Publication | Closed Access
Unions, Employers' Associations, and Wage-Setting Institutions in Northern and Central Europe, 1950–1992
167
Citations
21
References
1997
Year
Labor RelationEconomic HistoryIndustrial OrganizationEconomic InstitutionsSocial SciencesIndustrial RelationLabour StudyCollective BargainingPolitical EconomyPolitical PartiesPublic PolicyEconomicsLabor RelationsWage-setting InstitutionsLabor EconomicsUnion CoverageCentral EuropeSociologyBusinessPrivate SectorLabor UnionsLabor-management NegotiationLabor LawPolitical Science
The eight countries examined in this study—Austria, Belgium, Denmark, Finland, Germany, the Netherlands, Norway, and Sweden—have long been viewed as exemplifying “corporatist” industrial relations systems, in which union coverage is high, unions are influential and commonly have strong ties to political parties, and collective bargaining is institutionalized and relatively centralized. Many observers have recently argued that such corporatist bargaining institutions are everywhere being undermined by changes in the global economy. The authors, using data from a wide variety of primary and secondary sources, test whether changes in patterns of wage-setting in the private sector are consistent with that claim. Although they find some signs that corporatist wage-setting institutions are in decline, they also find offsetting signs of the resiliency of such institutions. Overall, the evidence does not indicate that wage-setting in the private sector is undergoing a general process of decentralization in these eight countries.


**GOAL OF THE EXERCISE:** Answer with one number only: the count of lines below that hold the word "labels".

**THE DATA:**
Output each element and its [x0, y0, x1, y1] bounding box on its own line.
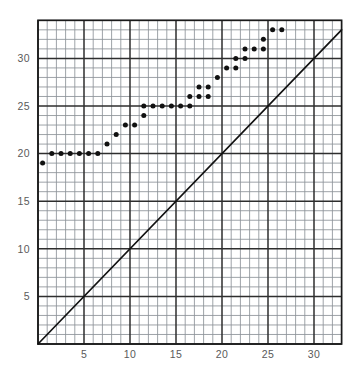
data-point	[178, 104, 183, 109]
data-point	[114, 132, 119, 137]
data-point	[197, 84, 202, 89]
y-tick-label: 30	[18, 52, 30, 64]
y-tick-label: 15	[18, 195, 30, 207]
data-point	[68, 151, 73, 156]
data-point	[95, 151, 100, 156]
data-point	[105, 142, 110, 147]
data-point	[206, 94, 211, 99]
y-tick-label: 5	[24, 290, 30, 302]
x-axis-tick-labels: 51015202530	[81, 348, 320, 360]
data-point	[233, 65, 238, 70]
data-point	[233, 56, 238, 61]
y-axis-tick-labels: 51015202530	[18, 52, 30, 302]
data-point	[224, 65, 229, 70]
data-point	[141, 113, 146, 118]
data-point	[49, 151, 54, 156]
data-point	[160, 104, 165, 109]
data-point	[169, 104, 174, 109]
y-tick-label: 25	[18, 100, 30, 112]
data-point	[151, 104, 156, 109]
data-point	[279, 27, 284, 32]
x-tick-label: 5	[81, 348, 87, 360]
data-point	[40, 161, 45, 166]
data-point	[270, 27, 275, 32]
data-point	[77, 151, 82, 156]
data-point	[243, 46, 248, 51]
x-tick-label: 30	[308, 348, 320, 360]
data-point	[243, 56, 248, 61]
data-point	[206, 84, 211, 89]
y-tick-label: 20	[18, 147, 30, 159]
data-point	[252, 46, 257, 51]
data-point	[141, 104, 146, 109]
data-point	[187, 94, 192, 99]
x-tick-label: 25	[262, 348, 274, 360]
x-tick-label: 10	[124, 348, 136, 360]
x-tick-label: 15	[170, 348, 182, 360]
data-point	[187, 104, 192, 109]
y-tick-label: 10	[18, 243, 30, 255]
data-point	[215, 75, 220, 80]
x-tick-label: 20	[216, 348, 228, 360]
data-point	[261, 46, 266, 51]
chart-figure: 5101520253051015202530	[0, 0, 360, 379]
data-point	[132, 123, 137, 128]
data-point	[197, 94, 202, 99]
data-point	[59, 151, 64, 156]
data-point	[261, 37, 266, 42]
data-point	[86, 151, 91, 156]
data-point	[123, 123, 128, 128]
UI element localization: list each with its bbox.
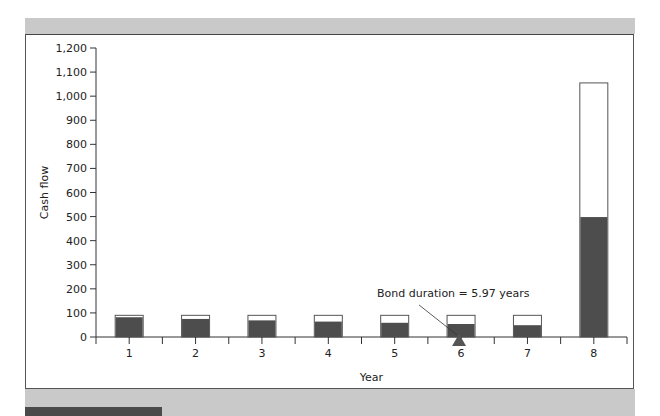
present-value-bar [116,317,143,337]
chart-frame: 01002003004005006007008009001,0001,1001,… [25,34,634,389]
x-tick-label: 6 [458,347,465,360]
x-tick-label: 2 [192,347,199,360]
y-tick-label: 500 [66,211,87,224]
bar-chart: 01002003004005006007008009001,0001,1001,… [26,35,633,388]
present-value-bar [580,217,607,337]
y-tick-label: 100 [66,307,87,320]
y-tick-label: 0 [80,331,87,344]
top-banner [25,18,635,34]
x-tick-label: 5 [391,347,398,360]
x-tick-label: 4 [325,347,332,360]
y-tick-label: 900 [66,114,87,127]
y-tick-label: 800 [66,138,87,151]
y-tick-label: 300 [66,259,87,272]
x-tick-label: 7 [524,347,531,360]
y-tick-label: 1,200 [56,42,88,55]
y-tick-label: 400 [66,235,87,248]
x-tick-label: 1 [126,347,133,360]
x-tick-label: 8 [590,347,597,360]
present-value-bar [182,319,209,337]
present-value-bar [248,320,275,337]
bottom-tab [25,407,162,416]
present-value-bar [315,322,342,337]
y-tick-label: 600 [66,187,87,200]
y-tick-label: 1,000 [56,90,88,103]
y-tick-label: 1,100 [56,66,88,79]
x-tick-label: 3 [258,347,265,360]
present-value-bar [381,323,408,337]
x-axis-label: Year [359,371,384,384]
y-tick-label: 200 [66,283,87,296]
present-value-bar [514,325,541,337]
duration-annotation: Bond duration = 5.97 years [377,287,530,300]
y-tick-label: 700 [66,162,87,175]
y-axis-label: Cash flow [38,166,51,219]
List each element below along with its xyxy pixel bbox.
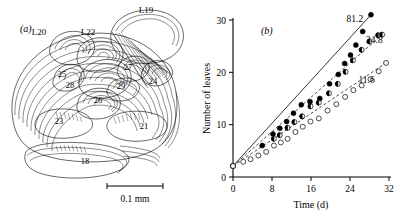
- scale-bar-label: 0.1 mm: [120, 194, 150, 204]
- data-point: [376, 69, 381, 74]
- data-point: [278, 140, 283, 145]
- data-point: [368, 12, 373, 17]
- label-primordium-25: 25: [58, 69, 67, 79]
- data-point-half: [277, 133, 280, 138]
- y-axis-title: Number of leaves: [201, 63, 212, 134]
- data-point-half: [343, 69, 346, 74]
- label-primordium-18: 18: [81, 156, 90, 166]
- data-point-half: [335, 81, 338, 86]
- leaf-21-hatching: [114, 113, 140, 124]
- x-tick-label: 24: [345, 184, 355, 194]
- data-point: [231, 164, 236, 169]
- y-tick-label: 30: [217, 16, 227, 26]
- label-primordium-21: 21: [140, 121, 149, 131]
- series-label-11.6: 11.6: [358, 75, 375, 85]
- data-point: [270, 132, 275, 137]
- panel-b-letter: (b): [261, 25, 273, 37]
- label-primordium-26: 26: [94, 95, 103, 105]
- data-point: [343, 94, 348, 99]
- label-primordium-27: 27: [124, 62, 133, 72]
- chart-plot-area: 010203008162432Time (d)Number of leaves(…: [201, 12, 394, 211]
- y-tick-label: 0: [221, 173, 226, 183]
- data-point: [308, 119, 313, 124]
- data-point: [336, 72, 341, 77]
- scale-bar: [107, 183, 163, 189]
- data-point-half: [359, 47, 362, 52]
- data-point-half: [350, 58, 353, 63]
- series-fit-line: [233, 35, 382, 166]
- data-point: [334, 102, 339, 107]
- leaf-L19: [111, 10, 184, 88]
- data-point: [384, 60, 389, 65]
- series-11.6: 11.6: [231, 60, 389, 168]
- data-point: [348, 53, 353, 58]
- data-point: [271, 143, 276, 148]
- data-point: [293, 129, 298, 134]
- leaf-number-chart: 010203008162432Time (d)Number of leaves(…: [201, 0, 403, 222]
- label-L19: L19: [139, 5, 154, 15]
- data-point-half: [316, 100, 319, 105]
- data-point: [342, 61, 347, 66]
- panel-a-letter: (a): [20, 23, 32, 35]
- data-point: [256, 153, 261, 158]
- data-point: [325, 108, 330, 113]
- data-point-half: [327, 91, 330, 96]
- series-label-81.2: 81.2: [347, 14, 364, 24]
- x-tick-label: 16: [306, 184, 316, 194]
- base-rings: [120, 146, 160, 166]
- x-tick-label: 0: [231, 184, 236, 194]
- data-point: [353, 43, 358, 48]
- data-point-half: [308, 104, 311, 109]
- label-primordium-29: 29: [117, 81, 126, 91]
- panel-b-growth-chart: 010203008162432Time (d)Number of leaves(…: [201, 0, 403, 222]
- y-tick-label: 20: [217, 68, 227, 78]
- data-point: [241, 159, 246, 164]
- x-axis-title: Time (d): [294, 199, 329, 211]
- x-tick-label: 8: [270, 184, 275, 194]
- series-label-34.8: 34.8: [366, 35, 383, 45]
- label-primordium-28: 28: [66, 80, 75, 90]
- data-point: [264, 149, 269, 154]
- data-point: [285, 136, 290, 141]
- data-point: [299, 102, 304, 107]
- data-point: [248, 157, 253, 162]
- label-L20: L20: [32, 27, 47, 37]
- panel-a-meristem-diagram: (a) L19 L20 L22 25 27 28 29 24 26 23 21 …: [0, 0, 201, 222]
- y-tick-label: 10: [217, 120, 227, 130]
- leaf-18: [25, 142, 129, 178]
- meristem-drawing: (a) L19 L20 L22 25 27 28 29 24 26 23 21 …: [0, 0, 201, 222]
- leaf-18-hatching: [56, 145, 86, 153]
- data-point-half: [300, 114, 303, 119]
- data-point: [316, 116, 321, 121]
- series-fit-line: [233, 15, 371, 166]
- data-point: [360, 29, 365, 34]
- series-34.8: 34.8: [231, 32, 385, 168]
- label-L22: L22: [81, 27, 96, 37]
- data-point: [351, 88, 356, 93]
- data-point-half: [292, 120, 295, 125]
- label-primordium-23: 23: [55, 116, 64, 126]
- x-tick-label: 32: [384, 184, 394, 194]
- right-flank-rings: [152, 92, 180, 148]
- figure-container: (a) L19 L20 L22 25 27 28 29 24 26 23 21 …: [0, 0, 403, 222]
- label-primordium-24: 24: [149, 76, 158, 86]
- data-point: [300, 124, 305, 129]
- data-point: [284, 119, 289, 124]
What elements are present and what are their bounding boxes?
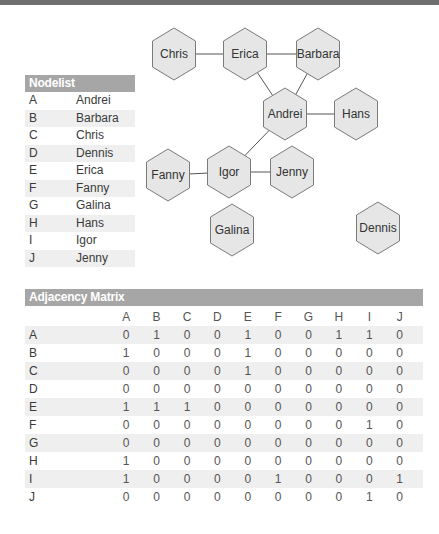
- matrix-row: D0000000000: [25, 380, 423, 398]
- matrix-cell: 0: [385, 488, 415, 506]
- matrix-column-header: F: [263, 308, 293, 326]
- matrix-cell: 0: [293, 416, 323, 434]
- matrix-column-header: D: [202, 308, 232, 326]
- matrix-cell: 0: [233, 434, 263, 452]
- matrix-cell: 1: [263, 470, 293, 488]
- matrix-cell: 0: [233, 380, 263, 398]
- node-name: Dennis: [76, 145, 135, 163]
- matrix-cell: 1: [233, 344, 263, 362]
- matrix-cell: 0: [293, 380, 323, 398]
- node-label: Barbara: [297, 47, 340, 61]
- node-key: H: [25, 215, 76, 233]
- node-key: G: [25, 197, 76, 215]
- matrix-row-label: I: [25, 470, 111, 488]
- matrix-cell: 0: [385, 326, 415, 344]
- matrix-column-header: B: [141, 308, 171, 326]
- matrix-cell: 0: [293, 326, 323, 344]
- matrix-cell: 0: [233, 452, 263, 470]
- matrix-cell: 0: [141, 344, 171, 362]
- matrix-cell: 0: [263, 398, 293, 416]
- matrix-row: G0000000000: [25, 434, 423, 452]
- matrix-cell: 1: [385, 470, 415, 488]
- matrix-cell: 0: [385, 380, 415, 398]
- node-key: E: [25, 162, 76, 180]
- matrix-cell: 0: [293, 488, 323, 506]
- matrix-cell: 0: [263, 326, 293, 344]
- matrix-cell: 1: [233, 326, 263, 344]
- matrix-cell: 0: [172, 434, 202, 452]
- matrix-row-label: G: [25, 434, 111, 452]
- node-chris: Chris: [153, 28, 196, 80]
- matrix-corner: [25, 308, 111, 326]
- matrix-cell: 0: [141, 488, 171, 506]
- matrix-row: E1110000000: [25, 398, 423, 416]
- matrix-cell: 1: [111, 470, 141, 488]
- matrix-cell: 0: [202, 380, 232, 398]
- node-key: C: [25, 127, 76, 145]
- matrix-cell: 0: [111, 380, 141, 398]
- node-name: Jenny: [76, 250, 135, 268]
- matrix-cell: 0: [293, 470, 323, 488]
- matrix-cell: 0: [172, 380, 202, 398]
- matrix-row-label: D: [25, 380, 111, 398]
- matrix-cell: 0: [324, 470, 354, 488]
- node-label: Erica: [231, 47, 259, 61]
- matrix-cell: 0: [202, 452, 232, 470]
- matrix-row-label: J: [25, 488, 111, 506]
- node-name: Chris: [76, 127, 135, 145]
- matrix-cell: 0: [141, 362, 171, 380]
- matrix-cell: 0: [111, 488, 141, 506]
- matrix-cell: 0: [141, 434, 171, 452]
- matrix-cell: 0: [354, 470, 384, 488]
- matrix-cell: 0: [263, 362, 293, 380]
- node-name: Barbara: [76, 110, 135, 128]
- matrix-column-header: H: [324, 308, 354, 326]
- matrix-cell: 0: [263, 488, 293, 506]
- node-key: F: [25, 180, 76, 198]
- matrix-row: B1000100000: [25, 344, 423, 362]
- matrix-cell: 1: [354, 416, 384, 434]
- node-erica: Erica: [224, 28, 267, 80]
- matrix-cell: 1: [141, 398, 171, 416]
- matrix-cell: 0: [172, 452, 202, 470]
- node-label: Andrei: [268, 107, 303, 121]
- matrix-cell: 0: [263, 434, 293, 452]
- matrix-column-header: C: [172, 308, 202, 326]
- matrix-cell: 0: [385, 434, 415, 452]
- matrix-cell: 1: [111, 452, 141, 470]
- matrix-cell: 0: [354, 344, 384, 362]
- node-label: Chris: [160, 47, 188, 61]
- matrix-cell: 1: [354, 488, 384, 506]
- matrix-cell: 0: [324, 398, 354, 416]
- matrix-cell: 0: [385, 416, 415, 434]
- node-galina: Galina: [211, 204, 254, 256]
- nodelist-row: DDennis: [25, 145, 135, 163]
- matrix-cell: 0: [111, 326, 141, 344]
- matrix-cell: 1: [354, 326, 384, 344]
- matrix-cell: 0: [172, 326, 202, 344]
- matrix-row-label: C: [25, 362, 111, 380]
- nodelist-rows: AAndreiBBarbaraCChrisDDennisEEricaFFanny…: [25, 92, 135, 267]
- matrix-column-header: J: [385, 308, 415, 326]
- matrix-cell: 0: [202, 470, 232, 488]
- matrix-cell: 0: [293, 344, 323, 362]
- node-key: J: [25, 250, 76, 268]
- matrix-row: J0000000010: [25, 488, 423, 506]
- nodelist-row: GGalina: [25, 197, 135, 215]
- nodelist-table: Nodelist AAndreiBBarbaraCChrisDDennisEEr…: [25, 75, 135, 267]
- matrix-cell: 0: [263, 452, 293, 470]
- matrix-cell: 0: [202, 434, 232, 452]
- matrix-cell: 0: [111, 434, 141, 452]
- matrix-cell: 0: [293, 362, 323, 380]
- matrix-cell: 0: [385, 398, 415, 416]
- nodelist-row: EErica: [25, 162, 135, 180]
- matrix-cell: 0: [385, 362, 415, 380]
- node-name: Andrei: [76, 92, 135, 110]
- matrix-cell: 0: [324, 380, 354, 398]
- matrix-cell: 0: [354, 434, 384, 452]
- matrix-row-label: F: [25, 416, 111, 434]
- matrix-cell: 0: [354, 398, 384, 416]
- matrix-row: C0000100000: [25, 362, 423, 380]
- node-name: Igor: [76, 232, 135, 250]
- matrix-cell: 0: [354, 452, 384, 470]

**FINISHED TASK:** 2